The idea of philosophical poetry is a satyr’s slap in the face to the entire Greek tradition of philosophy from Thales to Aristotle, including Epicurus. With few exceptions, Greek philosophers systematically reduced Homeric poetry to irrational and sensuous mythology in order to define their new abstractions and idealisms against the straw man of the oral tradition. This was a founding moment of exclusion that has stayed with the Western tradition up to the present – contributing to a perceived inferiority of oral and indigenous knowledge. It is therefore completely unsurprising that today, when Lucretius is invoked as a philosopher, he is treated as completely reducible to the real Greek master: Epicurus. By doing so, the Western reception of Lucretius has reproduced the same Grecocentric and idealist tradition that vilified pre-Greek and Homeric poetry and archaic materialism. This is the same Western tradition that continues to devalorise oral knowledge and non-Western mythologies today.

Most Western philosophy, even in its most materialist moments, has in one way or another hated matter and the body. Lucretius was the first from within this tradition to produce a true and radical materialism of sensation and the body. However, like Homer, Lucretius also paid the ultimate price for his materialist sins and was largely exiled from the discipline of philosophy. Either Lucretius was treated as a skilled poet of the Latin tongue or he was treated as a slavish imitator of the great master Epicurus. Never has Lucretius been read as an original philosophical poet of a radical materialism that goes far beyond anything Epicurus achieved. This book and its companion volumes are the first books to show precisely this.

Even more provocatively, Lucretius refused to use Epicurus’ Greek terminology when many other Epicurean and Roman authors, such as Cicero did so often and easily. The Romans are famous for renaming Greek gods: the Greek Aphrodite becomes the Roman Venus, Zeus becomes Jove, and so on. However, it is also well known that there is no strict equivalence between the two deities. The translation was, as translations always are, a transformation that resulted in new stories and a shifting fluidity of roles among the gods. This, I argue, is what happened with Lucretius. De Rerum Natura was not written as Epicurean dogma.
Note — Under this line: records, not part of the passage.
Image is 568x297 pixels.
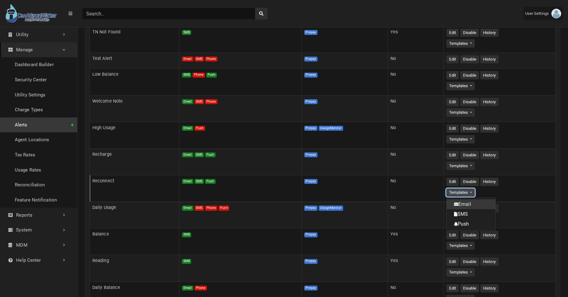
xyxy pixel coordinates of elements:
td: Test Alert [90,52,179,69]
button: Disable [460,29,479,37]
span: SMS [182,30,191,35]
span: User Settings [525,10,551,17]
button: History [480,231,498,239]
button: Edit [446,98,458,106]
td: Reconnect [90,175,179,201]
span: SMS [194,56,204,61]
span: Prepay [304,232,317,237]
button: Templates [446,82,474,90]
span: Prepay [304,126,317,131]
span: SMS [182,73,191,77]
a: Push [446,219,495,229]
button: History [480,284,498,292]
button: History [480,124,498,133]
button: Disable [460,231,479,239]
td: No [388,95,444,122]
button: Edit [446,124,458,133]
button: History [480,257,498,265]
button: Disable [460,284,479,292]
img: ALTSK Logo [5,4,59,23]
span: UsageMonitor [319,126,343,131]
span: SMS [194,152,204,157]
span: Prepay [304,73,317,77]
span: Phone [205,99,217,104]
td: No [388,122,444,148]
button: Templates [446,161,474,170]
button: Edit [446,177,458,186]
button: Edit [446,257,458,265]
span: SMS [194,179,204,184]
span: Prepay [304,205,317,210]
button: Edit [446,151,458,159]
span: Push [205,179,215,184]
td: Yes [388,26,444,53]
span: Email [182,205,193,210]
button: Disable [460,124,479,133]
span: Phone [205,56,217,61]
td: Recharge [90,148,179,175]
td: Yes [388,255,444,281]
span: Email [182,56,193,61]
button: Templates [446,268,474,276]
ul: Templates [446,197,495,231]
span: Push [206,73,217,77]
button: Templates [446,39,474,48]
span: Prepay [304,259,317,264]
button: Templates [446,135,474,143]
button: History [480,98,498,106]
button: History [480,29,498,37]
td: High Usage [90,122,179,148]
button: Disable [460,177,479,186]
button: Templates [446,188,474,197]
a: SMS [446,209,495,219]
span: Email [182,126,193,131]
td: No [388,175,444,201]
span: Phone [194,285,207,290]
span: Phone [205,205,217,210]
button: Templates [446,108,474,117]
button: Edit [446,29,458,37]
button: Edit [446,55,458,64]
span: SMS [194,99,204,104]
td: TN Not Found [90,26,179,53]
button: search [255,8,267,19]
span: Prepay [304,99,317,104]
span: Push [219,205,229,210]
td: No [388,52,444,69]
span: Push [194,126,205,131]
button: History [480,151,498,159]
span: Email [182,285,193,290]
span: Prepay [304,56,317,61]
span: SMS [194,205,204,210]
button: Menu [64,8,77,19]
a: User Settings [523,7,563,20]
td: No [388,148,444,175]
button: Templates [446,241,474,250]
span: Prepay [304,30,317,35]
span: Phone [192,73,205,77]
td: Low Balance [90,69,179,95]
span: SMS [182,232,191,237]
td: Reading [90,255,179,281]
td: No [388,69,444,95]
td: Balance [90,228,179,255]
span: Prepay [304,179,317,184]
td: Daily Usage [90,202,179,228]
button: Edit [446,71,458,79]
span: Prepay [304,152,317,157]
span: Email [182,152,193,157]
span: SMS [182,259,191,264]
button: Edit [446,231,458,239]
span: UsageMonitor [319,205,343,210]
td: No [388,202,444,228]
button: Edit [446,284,458,292]
button: Disable [460,55,479,64]
button: History [480,55,498,64]
span: Email [182,179,193,184]
button: History [480,177,498,186]
button: History [480,71,498,79]
td: Yes [388,228,444,255]
a: Email [446,199,495,209]
td: Welcome Note [90,95,179,122]
button: Disable [460,71,479,79]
It was an original work of philosophical poetry that translated Homeric mythology and Epicurean philosophy into the Latin vernacular and thus transformed them into an original philosophy of motion. A few scholars have noted the tension between Lucretius’ poetic style and Epicurean doctrine, but none has suggested that it indicated anything philosophically original as a result.
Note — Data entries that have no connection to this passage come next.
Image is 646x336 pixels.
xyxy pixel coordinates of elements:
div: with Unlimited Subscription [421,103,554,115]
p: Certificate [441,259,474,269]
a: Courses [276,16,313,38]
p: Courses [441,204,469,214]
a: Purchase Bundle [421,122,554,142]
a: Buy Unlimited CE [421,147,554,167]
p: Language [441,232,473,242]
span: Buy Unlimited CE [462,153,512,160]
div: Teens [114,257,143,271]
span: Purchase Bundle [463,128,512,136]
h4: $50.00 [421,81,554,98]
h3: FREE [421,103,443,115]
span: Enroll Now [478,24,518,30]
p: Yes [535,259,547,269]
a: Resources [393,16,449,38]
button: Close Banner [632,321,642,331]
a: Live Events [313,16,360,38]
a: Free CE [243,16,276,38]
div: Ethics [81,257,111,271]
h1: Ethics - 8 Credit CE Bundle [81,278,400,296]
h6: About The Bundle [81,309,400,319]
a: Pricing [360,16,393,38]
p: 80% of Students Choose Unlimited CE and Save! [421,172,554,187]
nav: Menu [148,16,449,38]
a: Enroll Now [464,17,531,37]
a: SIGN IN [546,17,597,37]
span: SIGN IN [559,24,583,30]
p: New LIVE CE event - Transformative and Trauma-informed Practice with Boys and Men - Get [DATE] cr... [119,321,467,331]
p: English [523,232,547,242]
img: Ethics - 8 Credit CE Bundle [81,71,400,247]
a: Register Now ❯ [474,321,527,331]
The unearthing of this ‘hidden Lucretius’ is the subject of the present work and its companion volumes. In the first volume, Lucretius I: An Ontology of Motion, I located a systematic ontology of motion and a new materialism beneath the atomist and Epicurean myth of Lucretius. In the present volume, I present the reader with a unique kinetic theory of ethics. This second volume builds on the ontological framework developed in the first and expands it explicitly to questions of life, death, knowledge, aesthetics, sex, ecology, and ethics – as they are discussed in Books III and IV of De Rerum Natura.
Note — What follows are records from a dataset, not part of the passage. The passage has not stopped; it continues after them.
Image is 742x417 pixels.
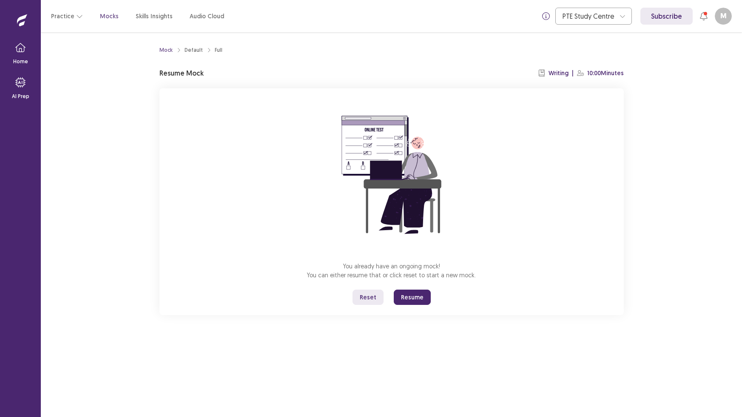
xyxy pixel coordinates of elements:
nav: breadcrumb [159,46,222,54]
div: Full [215,46,222,54]
a: Subscribe [640,8,692,25]
p: Home [13,58,28,65]
div: Default [184,46,203,54]
button: Resume [394,290,431,305]
button: info [538,9,553,24]
button: M [714,8,731,25]
p: AI Prep [12,93,29,100]
a: Audio Cloud [190,12,224,21]
a: Mocks [100,12,119,21]
p: | [572,69,573,78]
p: You already have an ongoing mock! You can either resume that or click reset to start a new mock. [307,262,476,280]
a: Mock [159,46,173,54]
div: PTE Study Centre [562,8,615,24]
p: Resume Mock [159,68,204,78]
p: Writing [548,69,568,78]
img: attend-mock [315,99,468,252]
button: Practice [51,9,83,24]
p: 10:00 Minutes [587,69,623,78]
button: Reset [352,290,383,305]
a: Skills Insights [136,12,173,21]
Each of the three volumes in this trilogy has been written so that it may be read either on its own or with the others. The themes of each of the volumes of the trilogy overlap with one another just as the content of the books in the poem do. However, each volume also focuses on distinct domains of philosophical inquiry: Volume I covers Lucretius’ ontology and cosmology; Volume II covers his ethics, epistemology, and aesthetics; and Volume III, his theory of history. Together, these three volumes compose an original and nearly line-by-line reading of the entirety of De Rerum Natura.